Threat modeling, security requirements, risk analysis before development. Secure coding standards, code reviews, SAST/DAST. Supply chain security: SBOM, signed dependencies, vulnerability scanning in CI/CD.

Technical Documentation

Comprehensive documentation for conformity evidence: architecture, data flows, security controls, test results, risk analysis. Lifecycle processes documented. Update mechanisms described. For audits and Notified Bodies.

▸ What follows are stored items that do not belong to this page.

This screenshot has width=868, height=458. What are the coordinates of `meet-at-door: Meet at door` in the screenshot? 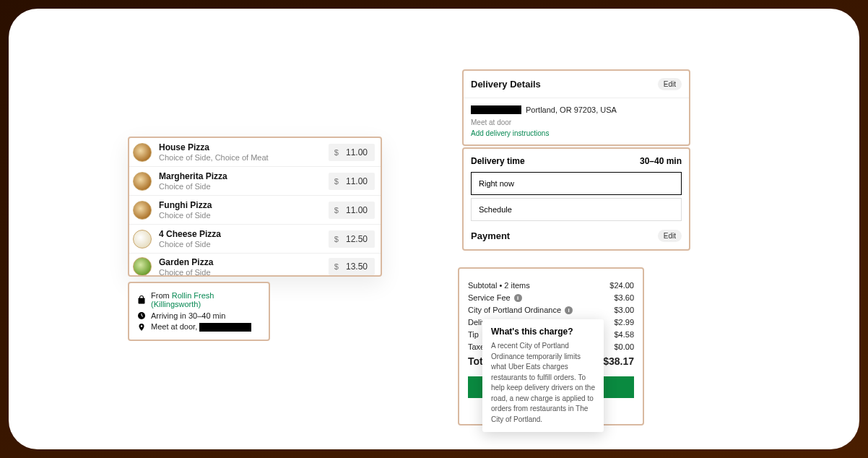 It's located at (576, 123).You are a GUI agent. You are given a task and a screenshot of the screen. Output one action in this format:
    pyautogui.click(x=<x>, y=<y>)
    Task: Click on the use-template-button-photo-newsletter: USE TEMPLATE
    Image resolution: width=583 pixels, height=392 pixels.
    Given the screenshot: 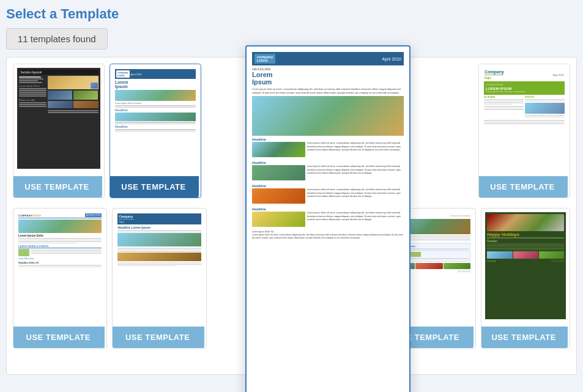 What is the action you would take?
    pyautogui.click(x=59, y=338)
    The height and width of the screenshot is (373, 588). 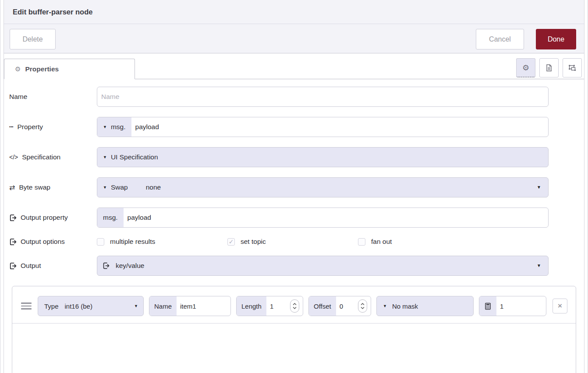 I want to click on byte-swap-value: none, so click(x=153, y=187).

CVD & Vulnerability Response

Coordinated Vulnerability Disclosure Policy (public). CVE handling process: intake, triage, assessment (CVSS), remediation, disclosure. Maintainer coordination for third-party/OSS components. Status tracking and user communication.

Update Management

Secure, signed update mechanisms. Where possible, separate security patches from feature releases. Rollback capability. Update archive ≥10 years. Clear communication about updates (security vs. feature). No forced coupling.

Incident Response

24h early warning for severe incidents. 72h incident report to ENISA portal. 30-day final report. Structured reporting chains, Coordinator CSIRT integration. Internal thresholds for “severe incidents” defined.

Conformity Evidence

Module A (self-assessment) for non-classified / Important I with standards. Module B/C/H (third-party) for Important II. EUCC preparation for Critical products. Technical documentation, test reports, QMS evidence.

CRA in Regulatory Context

The CRA is part of the comprehensive EU digital/cybersecurity ecosystem. It integrates with NIS2, DORA, Cloud Sovereignty Framework, Data Act, GDPR and other EU regulations.

CRA & NIS-2

Complementary at product/operations level. NIS-2 requires organizational and technical measures for critical infrastructures. CRA adds product-side cybersecurity requirements. Together: resilient systems from supply chain to operations. More about NIS-2.

CRA & DORA

Product security for financial sector. DORA targets digital operational resilience in the financial sector. CRA ensures that deployed products (ICT third-party providers, software) meet basic cybersecurity standards. Security by Design (CRA) supports DORA ICT risk management. More about DORA.

CRA & Cloud Sovereignty

Secure, sovereign products. Cloud Sovereignty Framework evaluates independence and control. CRA requires security across product lifecycle. Together: secure EU products with open standards, transparency (SBOM), exit capability – without lock-in. More about the Framework.

CRA & Data Act

Secure, interoperable products. CRA requires security across product lifecycle. Data Act requires interoperability and data portability. Together: secure products with open interfaces – without lock-in. Vulnerability management (CRA) protects data flows (Data Act). More about Data Act.

CRA & GDPR

Security by Design meets Privacy by Design. CRA requires secure products (software, hardware), GDPR requires data protection in their use. Privacy by Design (GDPR Art. 25) ↔ Security by Design (CRA). Vulnerability management (CRA) supports Art. 32 GDPR (security of processing). More about GDPR.

EUCC & Certification

European Common Criteria for Critical products. EUCC becomes relevant for Critical CRA products. Assurance Level “substantial” or higher. Comprehensive security evaluation according to harmonized standards. Notified Bodies conduct assessments. Coherent EU cybersecurity certification.

Supply Chain Sovereignty

Non-technical risk factors. CRA allows consideration of jurisdiction and vendor control. Integration with European sovereignty initiatives. Multi-sourcing, EU preference, transparency (SBOM, CVD) are regulatorily strengthened.

ayedo Compliance Overview

Comprehensive compliance approach. How ayedo systematically addresses CRA, NIS-2, DORA, Data Act, GDPR, ISO 27001 and other standards. Certifications, processes, technical measures and audit readiness – find our complete compliance roadmap here. To overview.